THE ORBITAL Tracking the emergent movement for planetary systems governance

Edu-Larp Conference in Gothenburg Tests How Role-Play Builds Democratic Capacity

The Larpocracy project — an EU-funded Horizon research initiative studying how live-action role-play develops deliberative and democratic skills — convened its first Edu-Larp Conference in Gothenburg on April 15, drawing practitioners from across Europe.

At Lindholmen Science Park in Gothenburg on April 15, researchers, educators, and game designers gathered for the first Edu-Larp Conference, organised by the Larpocracy project. The event brought together the consortium — Uppsala University, University of Greenwich, Tampere University, and several European game companies — with broader practitioners to share findings from the project's ongoing research.

Larpocracy (Horizon project 101177307) investigates whether LARP — live-action role-play — can serve as a meaningful space for developing deliberative and democratic skills. The core hypothesis is that embodied experience, where participants make real decisions in consequence-bearing fictional situations, produces a different kind of learning than classroom instruction or online deliberation. The Assembly, one of the project's experimental designs, places participants inside a fictional Swedish community navigating a deliberative democratic event.

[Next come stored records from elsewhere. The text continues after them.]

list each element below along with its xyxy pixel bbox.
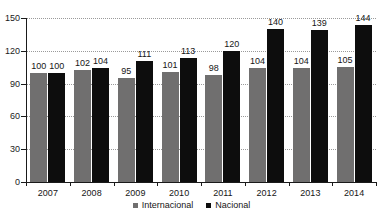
x-tick-2008	[114, 182, 115, 186]
bar-nacional-2008[interactable]	[92, 68, 109, 182]
y-tick-30	[21, 149, 27, 150]
x-tick-2012	[289, 182, 290, 186]
bar-chart: 0306090120150 20072008200920102011201220…	[0, 0, 383, 216]
x-tick-2014	[376, 182, 377, 186]
bar-nacional-2007[interactable]	[48, 73, 65, 182]
data-label-nacional-2013: 139	[307, 19, 332, 28]
x-axis-label-2012: 2012	[247, 188, 287, 198]
chart-legend: InternacionalNacional	[0, 200, 383, 210]
bar-internacional-2011[interactable]	[205, 75, 222, 182]
x-tick-2013	[332, 182, 333, 186]
bar-internacional-2009[interactable]	[118, 78, 135, 182]
legend-label: Nacional	[215, 200, 250, 210]
x-axis-label-2009: 2009	[115, 188, 155, 198]
x-tick-2009	[157, 182, 158, 186]
data-label-nacional-2010: 113	[176, 47, 201, 56]
data-label-nacional-2007: 100	[44, 62, 69, 71]
bar-internacional-2014[interactable]	[337, 67, 354, 182]
x-tick-2007	[70, 182, 71, 186]
data-label-internacional-2010: 101	[158, 61, 183, 70]
bar-internacional-2007[interactable]	[30, 73, 47, 182]
data-label-internacional-2012: 104	[245, 57, 270, 66]
y-axis-label-120: 120	[0, 47, 20, 56]
data-label-internacional-2013: 104	[289, 57, 314, 66]
data-label-internacional-2009: 95	[114, 67, 139, 76]
bar-nacional-2010[interactable]	[180, 58, 197, 182]
data-label-nacional-2012: 140	[263, 18, 288, 27]
bar-nacional-2013[interactable]	[311, 30, 328, 182]
x-tick-origin	[26, 182, 27, 186]
legend-item-nacional[interactable]: Nacional	[206, 200, 250, 210]
bar-internacional-2012[interactable]	[249, 68, 266, 182]
y-tick-150	[21, 18, 27, 19]
y-tick-60	[21, 116, 27, 117]
x-tick-2010	[201, 182, 202, 186]
data-label-nacional-2008: 104	[88, 57, 113, 66]
chart-title	[0, 0, 383, 1]
y-axis-label-30: 30	[0, 145, 20, 154]
data-label-internacional-2011: 98	[201, 64, 226, 73]
data-label-nacional-2014: 144	[351, 14, 376, 23]
data-label-nacional-2011: 120	[219, 40, 244, 49]
y-tick-90	[21, 84, 27, 85]
x-axis-label-2011: 2011	[203, 188, 243, 198]
x-axis-label-2013: 2013	[290, 188, 330, 198]
x-tick-2011	[245, 182, 246, 186]
bar-nacional-2012[interactable]	[267, 29, 284, 182]
data-label-internacional-2014: 105	[333, 56, 358, 65]
legend-swatch-icon-nacional	[206, 203, 211, 208]
y-axis-label-0: 0	[0, 178, 20, 187]
y-tick-120	[21, 51, 27, 52]
bar-internacional-2013[interactable]	[293, 68, 310, 182]
bar-nacional-2014[interactable]	[355, 25, 372, 182]
x-axis-label-2010: 2010	[159, 188, 199, 198]
x-axis-label-2014: 2014	[334, 188, 374, 198]
legend-label: Internacional	[142, 200, 194, 210]
bar-nacional-2009[interactable]	[136, 61, 153, 182]
y-axis-label-90: 90	[0, 80, 20, 89]
bar-internacional-2008[interactable]	[74, 70, 91, 182]
x-axis-label-2008: 2008	[72, 188, 112, 198]
legend-swatch-icon-internacional	[133, 203, 138, 208]
y-axis-label-60: 60	[0, 112, 20, 121]
plot-area	[26, 18, 376, 182]
x-axis-label-2007: 2007	[28, 188, 68, 198]
bar-internacional-2010[interactable]	[162, 72, 179, 182]
y-axis-label-150: 150	[0, 14, 20, 23]
legend-item-internacional[interactable]: Internacional	[133, 200, 194, 210]
data-label-nacional-2009: 111	[132, 50, 157, 59]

The project spans education, museums, social media, and game development, looking for contexts where LARP's particular qualities — presence, consequence, empathy across difference — can be put to democratic use. Early findings suggest that participants in LARP-based deliberation show increased comfort with conflict, stronger perspective-taking, and greater willingness to revise their views.

Why this matters → For those working on planetary governance, this research matters because democratic skill is a governance resource. A world that needs to make collective decisions at unprecedented scale also needs citizens capable of the kind of slow, effortful deliberation those decisions require. Larpocracy is testing whether play can be part of how that capacity is built.